While often charged with lowering stress levels in organisations, health and safety managers themselves are suffering from unreasonable workloads, uncooperative colleagues and employers with little buy-in.
Stress may be health and safety issue but that doesn't stop health and safety managers from feeling the strain with only a third saying they can meet the demands of the job without working extra hours.
The survey of 500 health and safety professionals by ORC suggests that most feel they can handle the demands of their work, however, they have to put in extra hours and only a third say their workload is reasonable, well below the 200 organisation ORC cross-profession average of 59%.
Workloads appear exacerbated by a lack of cooperation from the people the managers work with. Under half said they get colleague buy-in when it comes to getting work done, again lower than the average, this time of 80%:
"These findings are certainly interesting. The group charged with measuring and managing workplace stress experience stress and related issues at work to a greater extent than other staff.
"It demonstrates the importance of organisations objectively measuring stress to gain insight into how the issue affects different sectors of the UK workforce," says ORC's Sally Nicholls.
Professionals appear spilt over the potential of the situation to change. Half the respondents do not believe they will feel less pressurised at work in six months time, while only 17% feel their level of work pressure will reduce.
Their organisations are not engaging with the need to reduce stress levels, they say. Only 27% said their firm was committed to tackling stress while only 14% felt stress was factored into major workplace changes.
A recent CIPD report suggested that half of employers have seen an increase in stress related absence over the year, which firms are trying to combat with training (55%), staff surveys (51%), risk assessments (57%) and improving work-life balance (61%).
Just over half of health and safety managers (52%) said that they could maintain a good work-life balance, but ORC points out that this is 12% lower than the average across a range of professions across industries.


## Exercise
Return every line from the records below that has the word "lower".

## Given records
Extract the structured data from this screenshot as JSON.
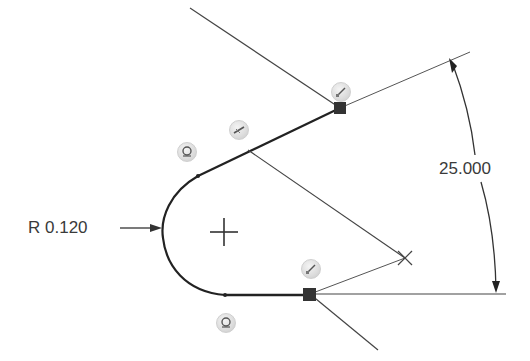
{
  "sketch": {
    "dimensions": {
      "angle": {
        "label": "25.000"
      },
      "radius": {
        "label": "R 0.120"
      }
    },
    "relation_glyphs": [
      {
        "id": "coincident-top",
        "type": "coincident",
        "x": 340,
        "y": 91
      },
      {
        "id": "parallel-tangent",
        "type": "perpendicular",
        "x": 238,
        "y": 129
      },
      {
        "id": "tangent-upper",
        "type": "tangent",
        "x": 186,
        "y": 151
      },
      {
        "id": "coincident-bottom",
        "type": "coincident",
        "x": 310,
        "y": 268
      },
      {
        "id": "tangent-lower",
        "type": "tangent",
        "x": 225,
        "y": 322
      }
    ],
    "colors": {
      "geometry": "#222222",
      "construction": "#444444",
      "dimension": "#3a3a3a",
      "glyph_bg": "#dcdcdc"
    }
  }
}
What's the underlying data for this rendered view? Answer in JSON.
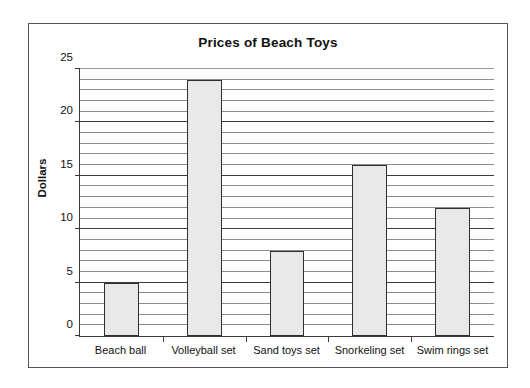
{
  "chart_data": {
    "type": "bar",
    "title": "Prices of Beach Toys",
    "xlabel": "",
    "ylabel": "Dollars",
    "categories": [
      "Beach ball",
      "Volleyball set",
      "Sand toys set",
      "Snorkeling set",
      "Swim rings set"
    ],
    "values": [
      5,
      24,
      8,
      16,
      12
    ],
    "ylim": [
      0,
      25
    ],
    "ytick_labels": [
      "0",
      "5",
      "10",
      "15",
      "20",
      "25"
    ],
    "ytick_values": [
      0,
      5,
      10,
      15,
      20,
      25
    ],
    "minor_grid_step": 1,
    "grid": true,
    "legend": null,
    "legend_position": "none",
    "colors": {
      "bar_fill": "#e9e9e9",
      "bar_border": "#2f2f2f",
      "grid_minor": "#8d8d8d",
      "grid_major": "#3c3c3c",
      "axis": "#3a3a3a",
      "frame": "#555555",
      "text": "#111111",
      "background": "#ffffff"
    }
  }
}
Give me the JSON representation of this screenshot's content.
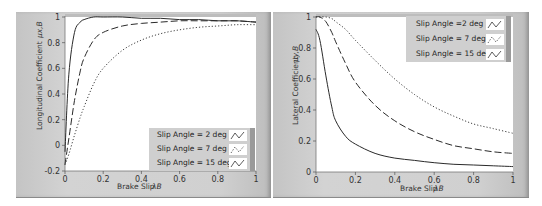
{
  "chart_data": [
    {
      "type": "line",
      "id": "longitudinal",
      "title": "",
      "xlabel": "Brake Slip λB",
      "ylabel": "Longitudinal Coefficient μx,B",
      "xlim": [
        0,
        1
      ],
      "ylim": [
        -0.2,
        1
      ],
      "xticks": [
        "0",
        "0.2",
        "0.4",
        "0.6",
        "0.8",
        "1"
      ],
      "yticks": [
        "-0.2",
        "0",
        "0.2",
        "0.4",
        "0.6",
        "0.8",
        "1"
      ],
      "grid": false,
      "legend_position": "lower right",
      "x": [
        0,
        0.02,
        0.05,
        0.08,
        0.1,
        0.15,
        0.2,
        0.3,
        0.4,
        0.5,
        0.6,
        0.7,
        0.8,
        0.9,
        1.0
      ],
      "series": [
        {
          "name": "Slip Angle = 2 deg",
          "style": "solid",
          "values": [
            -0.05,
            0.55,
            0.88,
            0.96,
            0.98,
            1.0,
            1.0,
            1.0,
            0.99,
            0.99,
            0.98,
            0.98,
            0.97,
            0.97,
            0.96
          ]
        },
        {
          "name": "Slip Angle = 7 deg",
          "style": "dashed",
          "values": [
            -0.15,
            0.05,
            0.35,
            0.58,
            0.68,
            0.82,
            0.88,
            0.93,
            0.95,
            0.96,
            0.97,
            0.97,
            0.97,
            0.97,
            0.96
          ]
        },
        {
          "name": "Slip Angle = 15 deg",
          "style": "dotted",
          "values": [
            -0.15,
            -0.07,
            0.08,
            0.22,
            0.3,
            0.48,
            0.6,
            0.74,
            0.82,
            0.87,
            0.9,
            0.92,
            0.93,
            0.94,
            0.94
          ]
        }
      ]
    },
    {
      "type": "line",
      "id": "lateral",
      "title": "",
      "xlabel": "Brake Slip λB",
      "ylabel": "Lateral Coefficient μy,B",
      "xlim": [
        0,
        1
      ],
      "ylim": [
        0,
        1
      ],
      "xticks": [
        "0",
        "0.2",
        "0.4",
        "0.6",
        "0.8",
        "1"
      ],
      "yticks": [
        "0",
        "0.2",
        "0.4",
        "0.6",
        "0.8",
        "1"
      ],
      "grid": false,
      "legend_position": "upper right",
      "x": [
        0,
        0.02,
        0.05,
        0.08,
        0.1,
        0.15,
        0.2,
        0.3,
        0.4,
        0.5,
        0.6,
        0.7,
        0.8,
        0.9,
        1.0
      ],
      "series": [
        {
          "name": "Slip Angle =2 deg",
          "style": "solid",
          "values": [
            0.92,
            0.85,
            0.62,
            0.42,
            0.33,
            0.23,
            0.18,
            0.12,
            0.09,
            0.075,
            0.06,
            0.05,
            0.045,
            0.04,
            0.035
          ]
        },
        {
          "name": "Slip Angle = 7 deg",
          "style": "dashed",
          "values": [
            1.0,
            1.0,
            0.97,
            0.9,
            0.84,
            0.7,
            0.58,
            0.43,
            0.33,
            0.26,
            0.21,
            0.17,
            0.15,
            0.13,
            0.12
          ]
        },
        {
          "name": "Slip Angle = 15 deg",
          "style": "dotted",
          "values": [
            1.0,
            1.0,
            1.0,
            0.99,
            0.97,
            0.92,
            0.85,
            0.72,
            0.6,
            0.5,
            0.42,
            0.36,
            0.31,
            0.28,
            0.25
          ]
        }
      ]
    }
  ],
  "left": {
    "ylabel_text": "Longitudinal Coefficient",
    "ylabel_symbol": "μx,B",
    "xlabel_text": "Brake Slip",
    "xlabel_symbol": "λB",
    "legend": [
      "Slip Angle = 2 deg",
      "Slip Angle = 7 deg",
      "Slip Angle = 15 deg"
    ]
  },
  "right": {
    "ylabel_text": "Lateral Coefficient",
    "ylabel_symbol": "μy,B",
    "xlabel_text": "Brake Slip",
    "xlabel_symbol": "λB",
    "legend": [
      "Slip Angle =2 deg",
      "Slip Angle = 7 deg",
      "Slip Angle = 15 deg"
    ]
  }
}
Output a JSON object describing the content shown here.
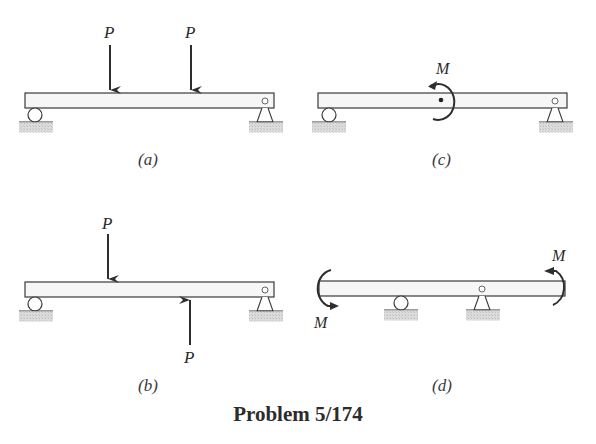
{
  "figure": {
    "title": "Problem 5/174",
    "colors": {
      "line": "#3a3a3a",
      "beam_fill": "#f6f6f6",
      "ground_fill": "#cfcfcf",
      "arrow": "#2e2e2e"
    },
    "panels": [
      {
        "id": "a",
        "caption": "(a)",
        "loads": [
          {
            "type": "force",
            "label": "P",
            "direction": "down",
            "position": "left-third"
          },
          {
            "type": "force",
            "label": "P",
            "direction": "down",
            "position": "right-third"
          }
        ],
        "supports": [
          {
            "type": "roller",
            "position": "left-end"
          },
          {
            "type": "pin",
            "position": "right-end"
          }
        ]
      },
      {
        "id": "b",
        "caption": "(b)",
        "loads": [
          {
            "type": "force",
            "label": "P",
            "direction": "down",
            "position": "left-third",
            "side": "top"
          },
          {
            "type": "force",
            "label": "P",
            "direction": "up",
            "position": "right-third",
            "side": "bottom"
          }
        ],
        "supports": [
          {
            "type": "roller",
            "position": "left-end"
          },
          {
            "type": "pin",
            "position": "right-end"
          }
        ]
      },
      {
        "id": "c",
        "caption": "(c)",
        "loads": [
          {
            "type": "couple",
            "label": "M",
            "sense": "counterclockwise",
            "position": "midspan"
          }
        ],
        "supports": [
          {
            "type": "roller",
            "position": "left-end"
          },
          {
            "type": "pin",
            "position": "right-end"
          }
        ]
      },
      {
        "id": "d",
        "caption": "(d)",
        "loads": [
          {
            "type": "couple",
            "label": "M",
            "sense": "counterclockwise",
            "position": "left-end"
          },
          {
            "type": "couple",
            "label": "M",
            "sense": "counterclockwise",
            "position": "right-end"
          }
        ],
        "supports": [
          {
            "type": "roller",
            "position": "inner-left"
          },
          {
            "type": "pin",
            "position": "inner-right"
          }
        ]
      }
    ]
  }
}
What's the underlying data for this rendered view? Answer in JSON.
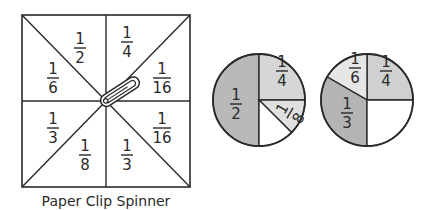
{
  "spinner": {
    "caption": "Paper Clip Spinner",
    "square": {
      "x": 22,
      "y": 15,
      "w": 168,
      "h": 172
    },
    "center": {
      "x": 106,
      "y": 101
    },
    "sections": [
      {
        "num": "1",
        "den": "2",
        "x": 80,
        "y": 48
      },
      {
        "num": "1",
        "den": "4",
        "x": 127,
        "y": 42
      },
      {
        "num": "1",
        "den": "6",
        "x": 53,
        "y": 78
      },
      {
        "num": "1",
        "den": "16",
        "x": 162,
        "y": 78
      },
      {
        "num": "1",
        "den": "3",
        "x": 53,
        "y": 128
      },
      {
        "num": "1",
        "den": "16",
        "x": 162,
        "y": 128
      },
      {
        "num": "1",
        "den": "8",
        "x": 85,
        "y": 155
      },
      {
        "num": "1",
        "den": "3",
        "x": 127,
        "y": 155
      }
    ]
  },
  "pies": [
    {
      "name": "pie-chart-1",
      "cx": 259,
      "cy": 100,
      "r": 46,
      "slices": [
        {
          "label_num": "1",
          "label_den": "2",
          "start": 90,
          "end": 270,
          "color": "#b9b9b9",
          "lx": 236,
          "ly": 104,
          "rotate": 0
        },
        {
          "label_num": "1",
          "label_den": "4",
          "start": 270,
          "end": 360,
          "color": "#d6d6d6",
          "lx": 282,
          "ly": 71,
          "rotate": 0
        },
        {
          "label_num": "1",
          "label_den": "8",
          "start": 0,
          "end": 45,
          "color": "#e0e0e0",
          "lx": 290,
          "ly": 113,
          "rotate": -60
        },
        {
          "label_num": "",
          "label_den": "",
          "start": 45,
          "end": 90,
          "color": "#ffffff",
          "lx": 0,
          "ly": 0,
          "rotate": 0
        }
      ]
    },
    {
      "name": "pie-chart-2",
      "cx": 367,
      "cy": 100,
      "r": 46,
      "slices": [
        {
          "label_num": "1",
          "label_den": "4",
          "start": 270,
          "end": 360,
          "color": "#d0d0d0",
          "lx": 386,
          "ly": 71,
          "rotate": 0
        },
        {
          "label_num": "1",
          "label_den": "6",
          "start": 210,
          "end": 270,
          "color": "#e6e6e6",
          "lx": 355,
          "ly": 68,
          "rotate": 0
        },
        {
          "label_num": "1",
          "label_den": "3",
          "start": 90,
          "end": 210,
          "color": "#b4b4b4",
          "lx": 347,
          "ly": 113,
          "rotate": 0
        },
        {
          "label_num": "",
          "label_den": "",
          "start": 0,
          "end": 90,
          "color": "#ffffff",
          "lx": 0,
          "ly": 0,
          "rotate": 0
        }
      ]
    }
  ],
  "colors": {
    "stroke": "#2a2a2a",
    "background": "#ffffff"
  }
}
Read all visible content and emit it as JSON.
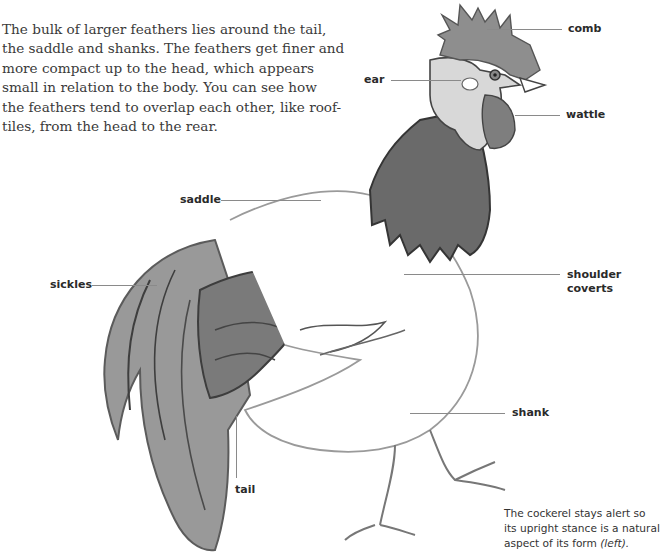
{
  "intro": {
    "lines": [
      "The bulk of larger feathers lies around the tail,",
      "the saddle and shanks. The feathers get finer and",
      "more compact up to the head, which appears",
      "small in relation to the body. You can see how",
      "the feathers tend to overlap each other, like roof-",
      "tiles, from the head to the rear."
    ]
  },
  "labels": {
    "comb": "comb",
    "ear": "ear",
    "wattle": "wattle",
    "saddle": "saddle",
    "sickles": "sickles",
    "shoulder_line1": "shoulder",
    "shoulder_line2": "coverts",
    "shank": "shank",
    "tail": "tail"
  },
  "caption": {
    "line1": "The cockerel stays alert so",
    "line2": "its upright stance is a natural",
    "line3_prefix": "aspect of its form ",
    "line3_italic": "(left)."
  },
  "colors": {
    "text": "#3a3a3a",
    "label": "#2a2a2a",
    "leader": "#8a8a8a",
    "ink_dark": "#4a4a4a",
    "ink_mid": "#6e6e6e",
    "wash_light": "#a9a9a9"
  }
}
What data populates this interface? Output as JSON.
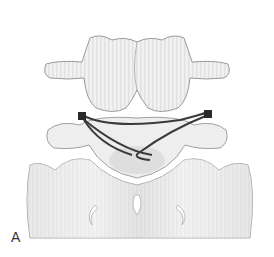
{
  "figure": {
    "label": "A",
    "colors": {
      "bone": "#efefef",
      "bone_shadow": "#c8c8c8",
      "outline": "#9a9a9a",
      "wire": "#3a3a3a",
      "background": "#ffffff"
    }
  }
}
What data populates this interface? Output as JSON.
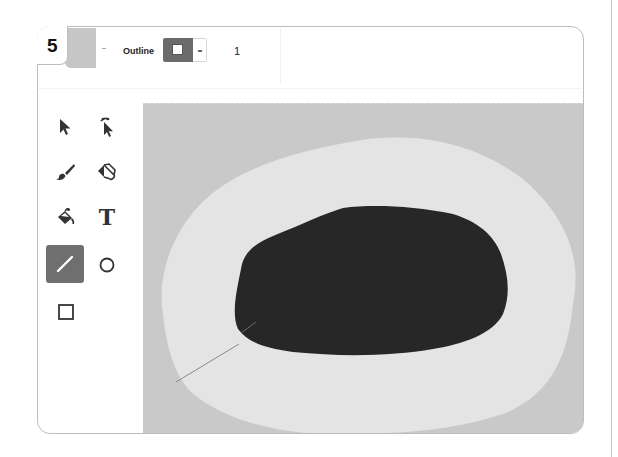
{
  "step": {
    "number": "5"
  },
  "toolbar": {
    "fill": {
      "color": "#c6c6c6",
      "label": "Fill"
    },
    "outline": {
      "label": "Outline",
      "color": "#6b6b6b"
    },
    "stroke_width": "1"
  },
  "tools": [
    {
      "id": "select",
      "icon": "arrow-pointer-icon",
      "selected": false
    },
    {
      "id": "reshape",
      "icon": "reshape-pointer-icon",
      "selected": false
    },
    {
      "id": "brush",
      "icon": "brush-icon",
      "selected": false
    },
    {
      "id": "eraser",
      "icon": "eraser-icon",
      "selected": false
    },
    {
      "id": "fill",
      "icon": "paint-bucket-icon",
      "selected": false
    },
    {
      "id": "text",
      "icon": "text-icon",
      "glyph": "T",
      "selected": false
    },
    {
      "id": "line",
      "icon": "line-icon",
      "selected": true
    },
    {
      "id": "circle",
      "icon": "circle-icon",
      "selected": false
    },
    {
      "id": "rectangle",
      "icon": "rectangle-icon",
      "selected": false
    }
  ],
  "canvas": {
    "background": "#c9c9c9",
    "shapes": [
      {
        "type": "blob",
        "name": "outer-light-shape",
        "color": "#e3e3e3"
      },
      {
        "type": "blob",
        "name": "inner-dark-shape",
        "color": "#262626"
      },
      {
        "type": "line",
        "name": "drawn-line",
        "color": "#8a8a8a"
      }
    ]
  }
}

## Output
        "id": "tangent-lower",
      "legend_position": "lower right",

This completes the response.